Drop the std::list hack to allocate memory indefinitely.
Instead use a custom allocator that keeps references valid until
destruction. This allocates fixed chunks of memory and puts pointers in
a free list. When an allocation is no longer used put it back to the
free list, this doesn't heap allocate because std::vector doesn't change
the capacity. If the free list is empty, allocate a new chunk.
Most overlaps in the buffer cache only contain one mapped address.
We can avoid close to all heap allocations once the buffer cache is
warmed up by using a small_vector with a stack size of one.
Instead of using boost::icl::interval_map for caching, use
boost::intrusive::set. interval_map is intended as a container where the
keys can overlap with one another; we don't need this for caching
buffers and a std::set-like data structure that allows us to search with
lower_bound is enough.
This has been wrong since 0432af5ad1
I haven't found a game that called this function (and I haven't tried this on a real Switch), and because of this I haven't been able to check if the number in assert OR the string in the assert is wrong, but one of the two is wrong:
NetworkProfileData is 0x18E, while SfNetworkProfileData is 0x17C, according to Switchbrew
Switchbrew doesn't officially say that NetworkProfileData's size is 0x18E but it's possible to calculate its size since Switchbrew provides the size and the offset of all the components of NetworkProfileData (which isn't currently implemented in yuzu, alongside SfNetworkProfileData)
NetworkProfileData documentation: https://switchbrew.org/wiki/Network_Interface_services#NetworkProfileData
SfNetworkProfileData documentation: https://switchbrew.org/wiki/Network_Interface_services#SfNetworkProfileData
Since I trust ogniK's work on reversing NIFM, I'd assume this was just a typo in the string
Previously, we were reading the keys everytime a KeyManager object was created, causing yuzu to reread the keys file multiple hundreds of times when loading the game list.
With this change, it is only loaded once.
On my system, this decreased game list loading times by a factor of 20.
Add code required to use OpenGL assembly programs based on
NV_gpu_program5. Decompilation for ARB programs is intended to be added
in a follow up commit. This does **not** include ARB decompilation and
it's not in an usable state.
The intention behind assembly programs is to reduce shader stutter
significantly on drivers supporting NV_gpu_program5 (and other required
extensions). Currently only Nvidia's proprietary driver supports these
extensions.
Add a UI option hidden for now to avoid people enabling this option
accidentally.
This code path has some limitations that OpenGL compatibility doesn't
have:
- NV_shader_storage_buffer_object is limited to 16 entries for a single
OpenGL context state (I don't know if this is an intended limitation, an
specification issue or I am missing something). Currently causes issues
on The Legend of Zelda: Link's Awakening.
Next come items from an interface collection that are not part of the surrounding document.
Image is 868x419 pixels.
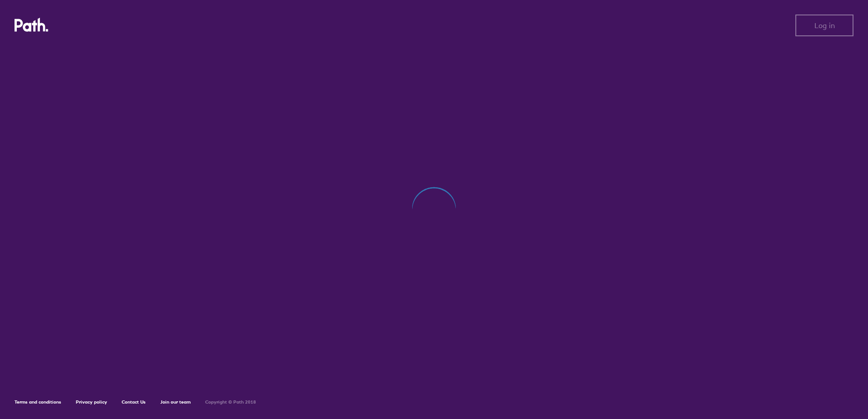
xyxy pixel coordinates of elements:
[160,399,191,405] a: Join our team
[121,399,146,405] a: Contact Us
[14,399,61,405] a: Terms and conditions
[814,22,835,29] span: Log in
[796,14,854,37] button: Log in
[76,399,107,405] a: Privacy policy
[205,399,256,405] h6: Copyright © Path 2018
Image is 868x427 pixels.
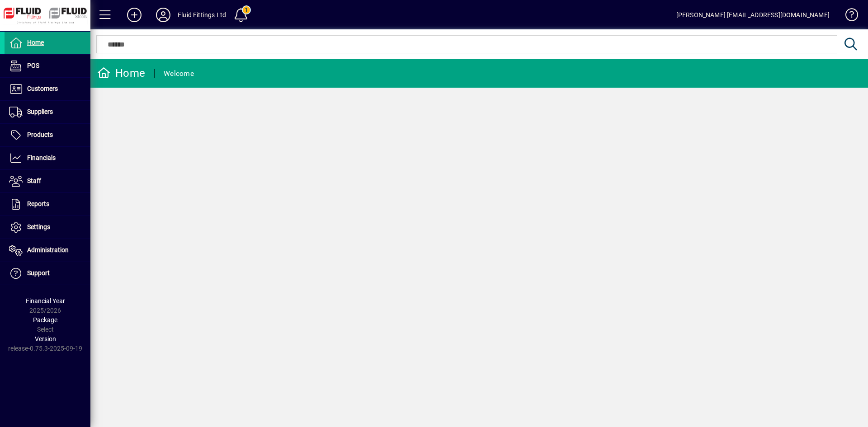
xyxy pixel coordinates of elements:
span: Financial Year [26,297,65,305]
div: Fluid Fittings Ltd [178,8,226,22]
a: Products [5,124,91,146]
span: Suppliers [27,108,53,115]
a: Customers [5,77,91,101]
span: Settings [27,224,50,231]
a: Administration [5,239,91,261]
a: Reports [5,193,91,216]
a: Suppliers [5,101,91,123]
span: Package [33,316,57,323]
button: Profile [149,7,178,23]
span: POS [27,62,39,69]
a: POS [5,55,91,77]
span: Financials [27,154,56,162]
a: Financials [5,147,91,169]
a: Staff [5,170,91,193]
div: [PERSON_NAME] [EMAIL_ADDRESS][DOMAIN_NAME] [676,8,829,22]
button: Add [120,7,149,23]
span: Support [27,269,50,277]
div: Home [97,66,145,80]
span: Home [27,39,44,46]
a: Knowledge Base [839,2,856,31]
a: Settings [5,216,91,238]
span: Staff [27,177,41,184]
a: Support [5,262,91,285]
span: Administration [27,246,69,254]
span: Products [27,131,53,138]
span: Version [35,335,56,343]
div: Welcome [163,67,194,81]
span: Customers [27,85,58,92]
span: Reports [27,200,50,207]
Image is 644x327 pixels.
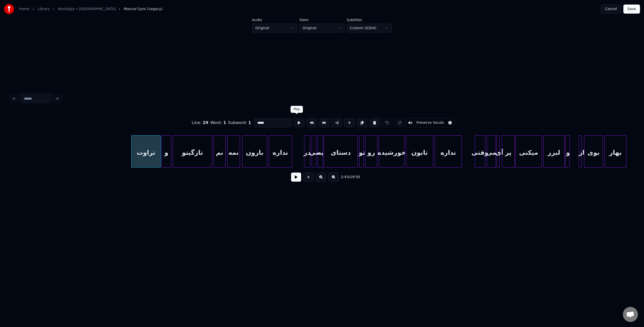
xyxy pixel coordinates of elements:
button: Toggle [406,119,455,127]
img: youka [4,4,14,14]
div: / [341,175,353,180]
span: Manual Sync (Legacy) [124,7,163,12]
span: 19:50 [350,175,360,180]
button: Save [624,4,640,13]
a: Nostalgia • [GEOGRAPHIC_DATA] [58,7,115,12]
span: 1 [224,120,226,125]
nav: breadcrumb [19,7,163,12]
label: Stem [299,18,345,21]
a: Library [37,7,50,12]
span: 29 [203,120,208,125]
label: Audio [252,18,298,21]
label: Subtitles [347,18,392,21]
button: Cancel [601,4,621,13]
span: 2:43 [341,175,349,180]
div: Word : [210,120,226,126]
div: Line : [192,120,208,126]
span: 1 [249,120,251,125]
div: Play [294,108,300,111]
div: Open chat [623,307,639,322]
div: Subword : [229,120,251,126]
a: Home [19,7,29,12]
- NV_parameter_buffer_object can't bind buffers using an offset
different to zero. The used workaround is to copy to a temporary buffer
(this doesn't happen often so it's not an issue).
On the other hand, it has the following advantages:
- Shaders build a lot faster.
- We have control over how floating point rounding is done over
individual instructions (SPIR-V on Vulkan can't do this).
- Operations on shared memory can be unsigned and signed.
- Transform feedbacks are dynamic state (not yet implemented).
- Parameter buffers (uniform buffers) are per stage, matching NVN and
hardware's behavior.
- The API to bind and create assembly programs makes sense, unlike
ARB_separate_shader_objects.
Constant attributes (in OpenGL known disabled attributes) are not
supported on Vulkan, even with extensions. To emulate this behavior we
return zero on reads from disabled vertex attributes in shader code.
This has no caching cost because attribute formats are not dynamic state
on Vulkan and we have to store it in the pipeline cache anyway.
- Fixes Animal Crossing: New Horizons terrain borders
This was a left over from OpenGL when disabled buffers where not properly
emulated. We no longer have to assert this as it is checked in vertex
buffer initialization.
Previously we never cleared the states of the entries and the key would stay held down, also looping over the key bytes for each key lead to setting every bit for the key state instead of the key we wanted
"Not equal" operators on GLSL seem to behave as unordered when we expect
an ordered comparison.
Manually emulate this checking for LGE values (numbers, not-NaNs).